**Problem description**
Return, word for word, only the lines from the one containing "This screenshot has height=1345, width=637." through the last line of the entries.

****************************************

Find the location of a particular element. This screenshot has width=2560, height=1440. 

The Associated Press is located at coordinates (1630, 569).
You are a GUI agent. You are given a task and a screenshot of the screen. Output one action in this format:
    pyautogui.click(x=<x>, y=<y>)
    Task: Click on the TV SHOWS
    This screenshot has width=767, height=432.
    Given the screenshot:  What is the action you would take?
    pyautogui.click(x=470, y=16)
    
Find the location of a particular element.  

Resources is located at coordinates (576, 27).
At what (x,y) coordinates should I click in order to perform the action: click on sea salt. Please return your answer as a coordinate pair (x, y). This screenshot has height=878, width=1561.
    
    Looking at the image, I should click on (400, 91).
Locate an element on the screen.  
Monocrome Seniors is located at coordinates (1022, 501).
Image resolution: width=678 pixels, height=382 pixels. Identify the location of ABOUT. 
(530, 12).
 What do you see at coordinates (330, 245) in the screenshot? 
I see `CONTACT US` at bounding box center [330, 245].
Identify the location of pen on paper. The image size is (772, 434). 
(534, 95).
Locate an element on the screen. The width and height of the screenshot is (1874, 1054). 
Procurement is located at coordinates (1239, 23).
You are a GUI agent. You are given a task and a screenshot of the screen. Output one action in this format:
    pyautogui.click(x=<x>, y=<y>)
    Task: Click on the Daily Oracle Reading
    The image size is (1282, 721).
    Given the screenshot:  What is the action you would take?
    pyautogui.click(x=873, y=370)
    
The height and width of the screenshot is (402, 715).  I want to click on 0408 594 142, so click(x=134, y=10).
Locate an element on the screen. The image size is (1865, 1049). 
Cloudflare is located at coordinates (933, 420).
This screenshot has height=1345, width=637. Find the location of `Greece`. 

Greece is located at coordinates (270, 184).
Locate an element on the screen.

****************************************

**Task response**
This screenshot has height=1345, width=637. Find the location of `Greece`. 

Greece is located at coordinates (270, 184).
Locate an element on the screen.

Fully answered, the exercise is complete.